𝗦𝗼𝗹𝗮𝗻𝗮 𝗧𝗼𝗸𝗲𝗻 𝗘𝘅𝘁𝗲𝗻𝘀𝗶𝗼𝗻𝘀 𝗘𝘅𝗽𝗹𝗮𝗶𝗻𝗲𝗱

Web2 requires middleware to charge transfer fees. Solana uses a simple flag.

I built four tokens in six days. I learned how Solana handles identity, fees, and restrictions. Here is what I found.

𝗧𝗵𝗲 𝗕𝗮𝘀𝗶𝗰 𝗠𝗶𝗻𝘁 A basic token is just an address. It has no name or symbol. You cannot receive tokens directly into a wallet. You need a specific token account for every different token type. Think of the mint as the factory. The token account is your bucket.

𝗜𝗱𝗲𝗻𝘁𝗶𝘁𝘆 𝘄𝗶𝘁𝗵 𝗠𝗲𝘁𝗮𝗱𝗮𝘁𝗮 A token without metadata is just a random string of text. The original Token Program requires separate accounts for metadata. The Token Extensions Program (Token-2022) changes this. It stores name, symbol, and URI directly on the mint. One mint handles everything. No extra accounts are needed.

𝗧𝗿𝗮𝗻𝘀𝗳𝗲𝗿 𝗙𝗲𝗲𝘀 Charging a fee in Web2 is hard. You must build logic to prevent people from bypassing it. On Solana, you use the transfer-fee-basis-points flag. I set a 2% fee on a token. When I sent 100 tokens, the recipient only got 98. The protocol withheld the 2 tokens automatically. The fee logic lives in the mint. Every transfer follows the rule. No extra code is required.

𝗦𝗼𝘂𝗹𝗯𝗼𝘂𝗻𝗱 𝗧𝗼𝗸𝗲𝗻𝘀 Some tokens should not move. Use these for certificates or identity badges. The Token-2022 program has a non-transferable extension. I tried to send a non-transferable token to another wallet. The blockchain rejected it immediately. The protocol enforced the rule. No middleware or admin override could change it. The holder can burn the tokens, but they cannot send them to others.

𝗠𝘆 𝗧𝗮𝗸𝗲𝗮𝘄𝗮𝘆 The protocol enforces rules without needing to know your intent. It does not care why you send a transaction. It only checks if the transaction follows the mint rules.

I am moving from building tokens to building programs next.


- EXERCISE DIRECTIONS
Each word in the data below should be copied exactly; the images should not.

- SUPPLIED ENTRIES

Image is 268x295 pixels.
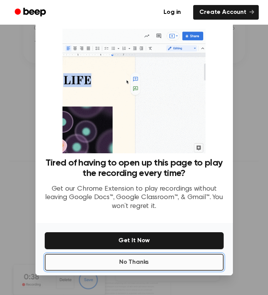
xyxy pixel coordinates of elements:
[193,5,259,20] a: Create Account
[156,3,189,21] a: Log in
[62,29,206,153] img: Beep extension in action
[45,185,224,211] p: Get our Chrome Extension to play recordings without leaving Google Docs™, Google Classroom™, & Gm...
[45,158,224,179] h3: Tired of having to open up this page to play the recording every time?
[45,232,224,249] button: Get It Now
[45,254,224,271] button: No Thanks
[9,5,53,20] a: Beep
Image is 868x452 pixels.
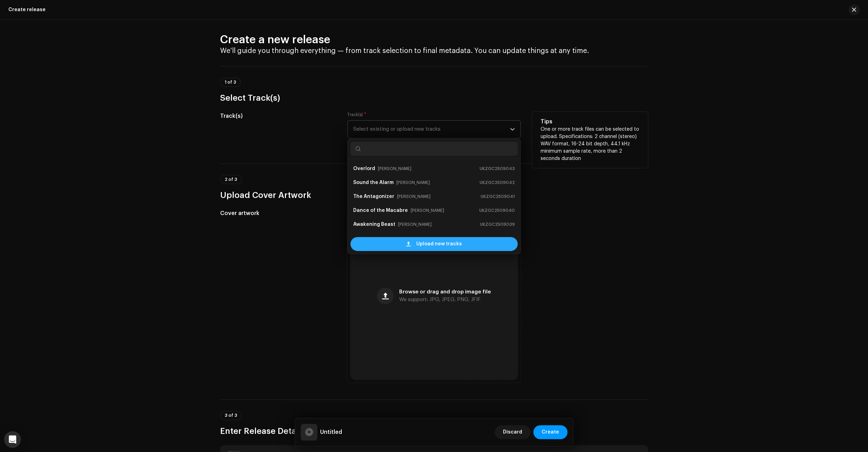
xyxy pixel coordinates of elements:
button: Create [533,425,568,439]
li: Awakening Beast [351,218,517,231]
span: We support: JPG, JPEG, PNG, JFIF [400,298,480,303]
strong: Awakening Beast [353,219,396,230]
strong: Sound the Alarm [353,177,394,188]
span: 3 of 3 [225,414,238,418]
li: Sound the Alarm [351,176,517,190]
small: [PERSON_NAME] [397,194,431,200]
label: Track(s) [347,112,366,118]
h3: Enter Release Details [220,426,648,436]
ul: Option List [348,159,520,373]
small: UKZGC2509043 [479,165,515,172]
span: 2 of 3 [225,177,238,181]
h3: Select Track(s) [220,92,648,103]
small: [PERSON_NAME] [378,165,411,172]
button: Discard [495,425,530,439]
small: UKZGC2509041 [480,194,515,200]
small: [PERSON_NAME] [398,221,432,228]
span: Browse or drag and drop image file [400,290,491,295]
small: UKZGC2509042 [479,179,515,186]
span: 1 of 3 [225,80,237,84]
h3: Upload Cover Artwork [220,190,648,200]
h5: Tips [540,118,640,126]
strong: Dance of the Macabre [353,205,408,216]
strong: The Antagonizer [353,191,394,202]
li: Lurking Shadows [351,231,517,246]
span: Upload new tracks [416,237,462,252]
span: Discard [503,425,522,439]
small: UKZGC2509040 [479,207,515,214]
span: Select existing or upload new tracks [353,121,510,138]
strong: Overlord [353,163,375,175]
div: dropdown trigger [510,121,515,138]
h4: We’ll guide you through everything — from track selection to final metadata. You can update thing... [220,47,648,55]
h5: Untitled [320,428,342,436]
span: Create [542,425,559,439]
li: The Antagonizer [351,190,517,203]
h5: Track(s) [220,112,336,121]
h2: Create a new release [220,33,648,47]
small: [PERSON_NAME] [410,207,444,214]
li: Overlord [351,162,517,176]
li: Dance of the Macabre [351,203,517,218]
small: UKZGC2509039 [480,221,515,228]
small: [PERSON_NAME] [397,179,430,186]
div: Open Intercom Messenger [4,431,21,448]
h5: Cover artwork [220,209,336,218]
p: One or more track files can be selected to upload. Specifications: 2 channel (stereo) WAV format,... [540,126,640,163]
strong: Lurking Shadows [353,233,395,244]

- RESPONSE TO THIS TASK
Image is 268x295 pixels.
xyxy pixel coordinates of elements:
[193,5,259,20] a: Create Account
[156,3,189,21] a: Log in
[62,29,206,153] img: Beep extension in action
[45,185,224,211] p: Get our Chrome Extension to play recordings without leaving Google Docs™, Google Classroom™, & Gm...
[45,158,224,179] h3: Tired of having to open up this page to play the recording every time?
[45,232,224,249] button: Get It Now
[45,254,224,271] button: No Thanks
[9,5,53,20] a: Beep
Image is 868x452 pixels.
xyxy pixel coordinates of elements:
button: Create [533,425,568,439]
li: Awakening Beast [351,218,517,231]
span: We support: JPG, JPEG, PNG, JFIF [400,298,480,303]
strong: Awakening Beast [353,219,396,230]
strong: Sound the Alarm [353,177,394,188]
span: 3 of 3 [225,414,238,418]
li: Sound the Alarm [351,176,517,190]
small: [PERSON_NAME] [397,194,431,200]
label: Track(s) [347,112,366,118]
h3: Enter Release Details [220,426,648,436]
ul: Option List [348,159,520,373]
small: UKZGC2509043 [479,165,515,172]
span: 2 of 3 [225,177,238,181]
h3: Select Track(s) [220,92,648,103]
small: [PERSON_NAME] [378,165,411,172]
button: Discard [495,425,530,439]
small: UKZGC2509041 [480,194,515,200]
small: [PERSON_NAME] [398,221,432,228]
span: Browse or drag and drop image file [400,290,491,295]
small: UKZGC2509042 [479,179,515,186]
span: 1 of 3 [225,80,237,84]
h3: Upload Cover Artwork [220,190,648,200]
h5: Tips [540,118,640,126]
strong: Dance of the Macabre [353,205,408,216]
strong: The Antagonizer [353,191,394,202]
li: Lurking Shadows [351,231,517,246]
span: Upload new tracks [416,237,462,252]
span: Discard [503,425,522,439]
small: UKZGC2509040 [479,207,515,214]
span: Select existing or upload new tracks [353,121,510,138]
strong: Overlord [353,163,375,175]
div: dropdown trigger [510,121,515,138]
h4: We’ll guide you through everything — from track selection to final metadata. You can update thing... [220,47,648,55]
h5: Untitled [320,428,342,436]
span: Create [542,425,559,439]
li: The Antagonizer [351,190,517,203]
h5: Track(s) [220,112,336,121]
h2: Create a new release [220,33,648,47]
small: [PERSON_NAME] [410,207,444,214]
li: Overlord [351,162,517,176]
li: Dance of the Macabre [351,203,517,218]
small: UKZGC2509039 [480,221,515,228]
small: [PERSON_NAME] [397,179,430,186]
div: Open Intercom Messenger [4,431,21,448]
h5: Cover artwork [220,209,336,218]
p: One or more track files can be selected to upload. Specifications: 2 channel (stereo) WAV format,... [540,126,640,163]
strong: Lurking Shadows [353,233,395,244]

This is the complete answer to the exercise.